Go Beyond a Routine of Awareness & Pink

Written by ROW Team Member Lauren Berk

 

rou·tine

/ro͞oˈtēn/
noun
performed as part of a regular procedure rather than for a special reason

Like so many, I thrive on routine. When I was a teacher at 58 years old, I still followed an end-of-summer routine that included shopping for new shoes, picking out new notebooks, deciding what to wear on the first day, and of course, getting my back-to-school physical.

I had been following this routine since kindergarten- I knew how it went. So when just a few days before the start of the new school year, a nurse took me to a small room and told me to wait, I could sense that something less than routine was about to go down. When I saw her approaching me with a pretty, floral pink tote bag in her hand, I thought…” uh-oh, only the very best parties have goody bags.”

That moment was the moment the word routine took on a whole new meaning. I had to unpack my school bag and pack my chemo bag.

Schools are great supporters of Breast cancer awareness month. There are literally pink pep rallies!. At the time I was diagnosed, my closet was full of pink awareness shirts- my routine, for years, included thinking pink in October. Yet, now that it was hitting so close to home, I realized I had been doing a lot more of the pinking and not enough of the thinking.

Breast Cancer Awareness means awareness that if you have 8 women in your life, then statistically you will know someone with this disease. Awareness is understanding that women are fighting to live with cancer rather than die from it. Awareness is the knowledge that along with medication and chemotherapy and radiation, grit and support are what women need to make it through.

As much as I hated my new routine of chemo, radiation, and cleaning what was left of my hair out of the drains, I realized that that club I had involuntarily become a part of, was becoming a part of me.

When you are diagnosed with cancer you kinda have an unsettling moment of trying to decide what to do with the situation. Who will you be in the face of it? In search of comforting wisdom, I reached out to a lifelong friend who had done battle and won. She asked me to trust her and sign up for ROW’s Power10 camp. I decided to trust her. I called ROW and said, “You don’t know me and I know nothing about rowing, but I am supposed to sign up for camp.”

ROW changed my life that spring by supporting me to change my routine. ROW gave me the skills to improve my outcomes, the motivation to do it, and a community with which to celebrate those small victories. Accessibility was the key that unlocked the power of ROW for me. As a single working woman going through treatment my resources of time, energy and finances were sorely strained. Had ROW not been organized the way that it was (and still is) and welcomed me to try with the only commitment being my willingness to show up, I probably would never have come. ROW showed me that even the heaviest burden can be lifted if we shoulder the weight together.

So think about what you consider your routines. Now, imagine them changing at a moment’s notice, in a small stuffy room. Think about who you would choose to be in the face of cancer. If you said- “I will choose to be strong where once I was weak,” “I will choose to test myself where once life tested me,” “I will choose together instead of alone”- then you would choose ROW.

So thank you for choosing ROW when you have the option to support so many other wonderful causes. Thank you for helping women, like me, to change their outcomes and their lives and make them anything but routine. Thank you for making your October go beyond just a routine of awareness and pink, and making it one of action and generosity.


Assignment: In the entries below, count the lines that hold the string "legend" and state only that count.
=== Record extracts ===
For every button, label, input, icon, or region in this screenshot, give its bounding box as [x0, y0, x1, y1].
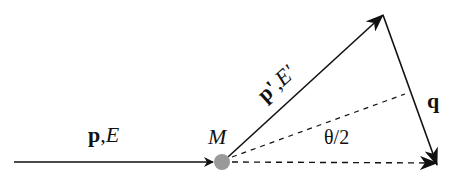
- bisector-dashed-line: [232, 94, 405, 157]
- momentum-transfer-label: q: [427, 90, 439, 112]
- scattering-diagram: p,E M p',E' q θ/2: [0, 0, 460, 185]
- diagram-graphics: [0, 0, 460, 185]
- outgoing-momentum-arrow: [228, 15, 383, 157]
- target-label: M: [208, 126, 226, 148]
- incoming-energy-label: E: [106, 122, 119, 147]
- incoming-momentum-label: p: [88, 122, 100, 147]
- forward-direction-dashed-line: [232, 162, 437, 163]
- half-angle-label: θ/2: [324, 127, 349, 147]
- target-mass-icon: [214, 154, 230, 170]
- incoming-label: p,E: [88, 124, 119, 146]
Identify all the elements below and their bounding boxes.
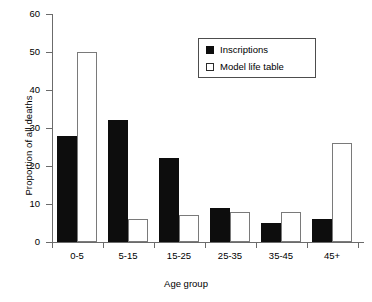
bar-model-life-table-5-15: [128, 219, 148, 242]
bar-chart: Proportion of all deaths 0102030405060 0…: [0, 0, 372, 302]
legend-item-model-life-table: Model life table: [206, 60, 284, 74]
bar-inscriptions-5-15: [108, 120, 128, 242]
x-tick-mark: [103, 243, 104, 248]
chart-legend: Inscriptions Model life table: [198, 38, 316, 78]
bar-model-life-table-0-5: [77, 52, 97, 242]
bar-model-life-table-45+: [332, 143, 352, 242]
legend-label: Inscriptions: [220, 45, 268, 55]
bar-inscriptions-25-35: [210, 208, 230, 242]
x-tick-mark: [256, 243, 257, 248]
bar-model-life-table-25-35: [230, 212, 250, 242]
x-tick-mark: [358, 243, 359, 248]
x-tick-label: 45+: [302, 250, 362, 261]
bar-inscriptions-35-45: [261, 223, 281, 242]
bar-model-life-table-15-25: [179, 215, 199, 242]
x-axis-label: Age group: [0, 278, 372, 289]
bar-inscriptions-15-25: [159, 158, 179, 242]
x-tick-mark: [307, 243, 308, 248]
legend-label: Model life table: [220, 62, 284, 72]
legend-swatch-filled-icon: [206, 46, 214, 54]
bar-inscriptions-0-5: [57, 136, 77, 242]
legend-item-inscriptions: Inscriptions: [206, 43, 268, 57]
x-tick-mark: [52, 243, 53, 248]
x-tick-mark: [154, 243, 155, 248]
x-tick-mark: [205, 243, 206, 248]
legend-swatch-open-icon: [206, 63, 214, 71]
bar-model-life-table-35-45: [281, 212, 301, 242]
bar-inscriptions-45+: [312, 219, 332, 242]
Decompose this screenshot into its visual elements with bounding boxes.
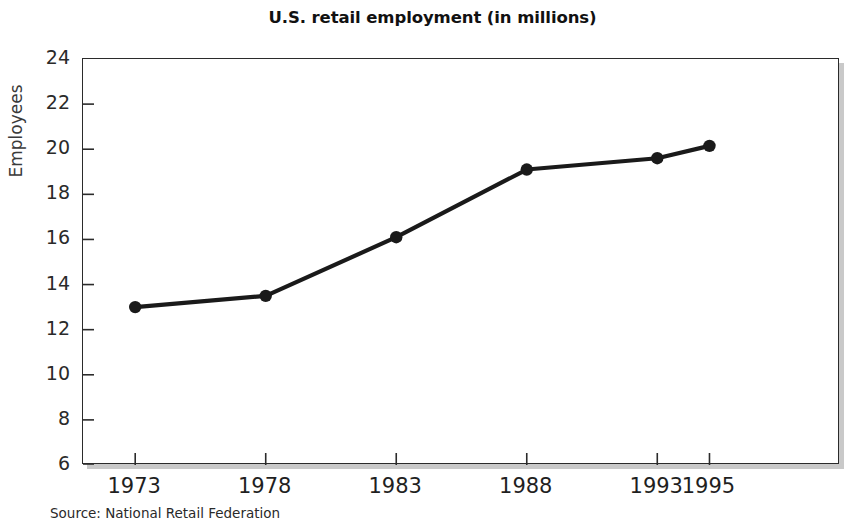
x-axis-tick-label: 1983 xyxy=(350,474,440,498)
data-point-marker xyxy=(521,163,533,175)
x-axis-tick-label: 1978 xyxy=(220,474,310,498)
y-axis-tick-label: 16 xyxy=(18,226,70,248)
x-axis-tick-label: 1973 xyxy=(89,474,179,498)
y-axis-tick-label: 18 xyxy=(18,181,70,203)
chart-figure: U.S. retail employment (in millions) Emp… xyxy=(0,0,865,526)
data-line xyxy=(135,146,709,307)
y-axis-tick-label: 6 xyxy=(18,452,70,474)
data-point-marker xyxy=(703,140,715,152)
y-axis-tick-label: 12 xyxy=(18,317,70,339)
y-axis-tick-label: 14 xyxy=(18,272,70,294)
data-point-marker xyxy=(651,152,663,164)
y-axis-tick-label: 20 xyxy=(18,136,70,158)
y-axis-tick-label: 10 xyxy=(18,362,70,384)
x-axis-tick-label: 1988 xyxy=(481,474,571,498)
y-axis-tick-label: 22 xyxy=(18,91,70,113)
source-note: Source: National Retail Federation xyxy=(50,505,280,521)
x-axis-tick-label: 1995 xyxy=(663,474,753,498)
y-axis-tick-label: 8 xyxy=(18,407,70,429)
plot-area xyxy=(82,58,839,464)
chart-title: U.S. retail employment (in millions) xyxy=(0,8,865,27)
data-point-marker xyxy=(129,301,141,313)
y-axis-tick-label: 24 xyxy=(18,46,70,68)
data-point-marker xyxy=(260,290,272,302)
data-point-marker xyxy=(390,231,402,243)
chart-plot-svg xyxy=(83,59,840,465)
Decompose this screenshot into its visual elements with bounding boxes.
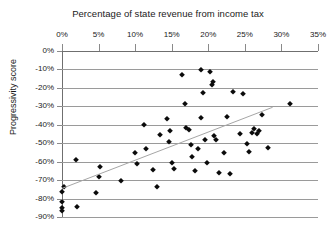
y-tick-mark: [57, 199, 62, 200]
data-point: [132, 150, 138, 156]
plot-area: [62, 51, 318, 217]
x-tick-label: 35%: [303, 30, 333, 39]
data-point: [256, 128, 262, 134]
y-tick-mark: [57, 217, 62, 218]
gridline: [62, 51, 318, 52]
y-tick-label: -50%: [14, 138, 54, 147]
data-point: [74, 204, 80, 210]
data-point: [143, 146, 149, 152]
data-point: [200, 89, 206, 95]
data-point: [192, 168, 198, 174]
data-point: [259, 112, 265, 118]
x-tick-mark: [318, 44, 319, 51]
data-point: [179, 72, 185, 78]
y-tick-mark: [57, 143, 62, 144]
x-tick-label: 5%: [84, 30, 114, 39]
x-tick-mark: [281, 44, 282, 51]
gridline: [62, 217, 318, 218]
data-point: [154, 184, 160, 190]
x-tick-mark: [245, 44, 246, 51]
x-tick-mark: [208, 44, 209, 51]
data-point: [169, 159, 175, 165]
gridline: [62, 125, 318, 126]
y-tick-label: 0%: [14, 46, 54, 55]
x-tick-label: 20%: [193, 30, 223, 39]
data-point: [237, 131, 243, 137]
y-tick-label: -90%: [14, 212, 54, 221]
y-tick-label: -20%: [14, 83, 54, 92]
data-point: [97, 164, 103, 170]
data-point: [224, 114, 230, 120]
y-tick-label: -30%: [14, 101, 54, 110]
data-point: [61, 183, 67, 189]
x-tick-label: 30%: [266, 30, 296, 39]
gridline: [62, 69, 318, 70]
x-tick-label: 0%: [47, 30, 77, 39]
data-point: [215, 170, 221, 176]
data-point: [204, 159, 210, 165]
data-point: [198, 67, 204, 73]
data-point: [244, 141, 250, 147]
data-point: [163, 116, 169, 122]
data-point: [117, 178, 123, 184]
x-tick-label: 15%: [157, 30, 187, 39]
gridline: [62, 162, 318, 163]
y-tick-mark: [57, 125, 62, 126]
gridline: [62, 106, 318, 107]
y-tick-mark: [57, 69, 62, 70]
y-tick-label: -60%: [14, 157, 54, 166]
y-tick-mark: [57, 162, 62, 163]
y-tick-mark: [57, 180, 62, 181]
y-tick-label: -80%: [14, 194, 54, 203]
scatter-chart: Percentage of state revenue from income …: [0, 0, 336, 227]
gridline: [62, 88, 318, 89]
y-tick-mark: [57, 88, 62, 89]
data-point: [230, 88, 236, 94]
data-point: [265, 145, 271, 151]
data-point: [166, 139, 172, 145]
data-point: [188, 142, 194, 148]
data-point: [150, 167, 156, 173]
y-tick-label: -40%: [14, 120, 54, 129]
data-point: [221, 150, 227, 156]
x-tick-mark: [135, 44, 136, 51]
y-tick-mark: [57, 106, 62, 107]
data-point: [141, 122, 147, 128]
data-point: [240, 91, 246, 97]
x-tick-label: 25%: [230, 30, 260, 39]
x-tick-mark: [172, 44, 173, 51]
y-tick-label: -10%: [14, 64, 54, 73]
gridline: [62, 199, 318, 200]
data-point: [171, 166, 177, 172]
data-point: [185, 127, 191, 133]
y-tick-mark: [57, 51, 62, 52]
x-tick-label: 10%: [120, 30, 150, 39]
x-tick-mark: [99, 44, 100, 51]
chart-title: Percentage of state revenue from income …: [0, 8, 336, 19]
data-point: [157, 132, 163, 138]
gridline: [62, 180, 318, 181]
data-point: [93, 190, 99, 196]
data-point: [195, 146, 201, 152]
y-tick-label: -70%: [14, 175, 54, 184]
data-point: [167, 128, 173, 134]
data-point: [227, 171, 233, 177]
data-point: [246, 148, 252, 154]
data-point: [189, 154, 195, 160]
x-tick-mark: [62, 44, 63, 51]
data-point: [198, 115, 204, 121]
===
Output for this task: 7